We’ve heard these concerns echoed by many, yet Northeastern has arrogantly pushed forward:

Northeastern has strategically tossed a few scholarships in our direction, hoping we’ll look the other way, but as the saying goes, “All money ain’t good money.”

These scholarships are a distraction from the real issue: Northeastern’s teacher education program is deeply flawed and directs our students toward failure. This saga is a reminder that policy alone is not enough. Mills College at Northeastern has shown a deliberate disregard for community voice, and a few scholarships will not outweigh the long-term costs of teacher turnover, professional dissonance, and failed literacy instruction—how can we remain quiet when the stakes are so high? 

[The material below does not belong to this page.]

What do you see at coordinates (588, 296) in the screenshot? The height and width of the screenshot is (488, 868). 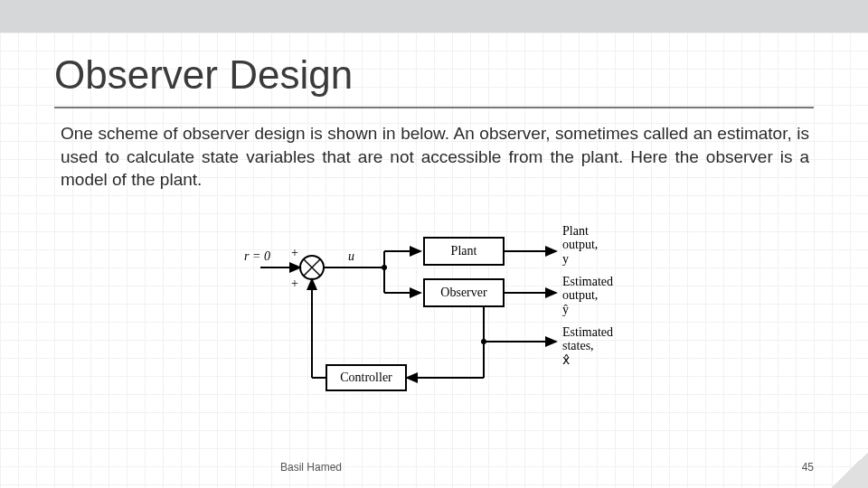 I see `estimated-output-label: Estimated output, ŷ` at bounding box center [588, 296].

While some claim there’s little harm in arming educators with a few disparate methods, the fact is our children can’t afford it. Teachers whose college methods classes are defiantly guided by elitist "whataboutism" instead of the reading research consensus exit their programs wholly unprepared to teach students how to read. It’s time for local districts and charters to take a stand. I call on them to rethink their partnerships with Northeastern, and should they continue to hire Mills College and Northeastern graduates—fully aware of the severe knowledge gaps—the community will consider them careless, reckless, and complicit. They will be directly responsible for the lasting damage inflicted by such outdated practices, damage that is predictable, preventable, and undermines every student’s right to a Free and Appropriate Public Education.

Furthermore, I call on the Carnegie Classification of Institutions of Higher Education to review Northeastern’s R1 status, considering more than the university’s research output and scrutinizing how its education departments—both at their founding campus and in Oakland—are impacting the communities they serve. An R1 designation should carry responsibility across all departments. Ignoring the reading research consensus on evidence-based practices undermines the educational needs of students and is unacceptable. Northeastern’s refusal to align its education methods classes to the research and its resistance to feedback from the community and educational experts not only calls its R1 status into question but also the very meaningfulness of that classification. 

Our children’s futures are not for sale—it’s time for Mills College at Northeastern to start listening.

There is an opportunity here: Northeastern need not navigate this journey alone. I strongly recommend engaging The Reading League to provide consultation. They can review syllabi and work with faculty to ensure alignment with evidence-based literacy instruction. 

Additionally, organizations in Oakland, including FULCRUM, are willing to offer support. We are not just critics—we can be a resource. Other educator preparation programs are also ready to partner, and there are funders willing to invest in these efforts to ensure that every child receives the reading instruction they deserve.

The door is open for Mills College at Northeastern to take a bold step forward, listen, and become a leader in the fight for excellence in education. This is not merely about avoiding harm—it’s about creating a legacy of positive change. Let’s work together to get it right for our children.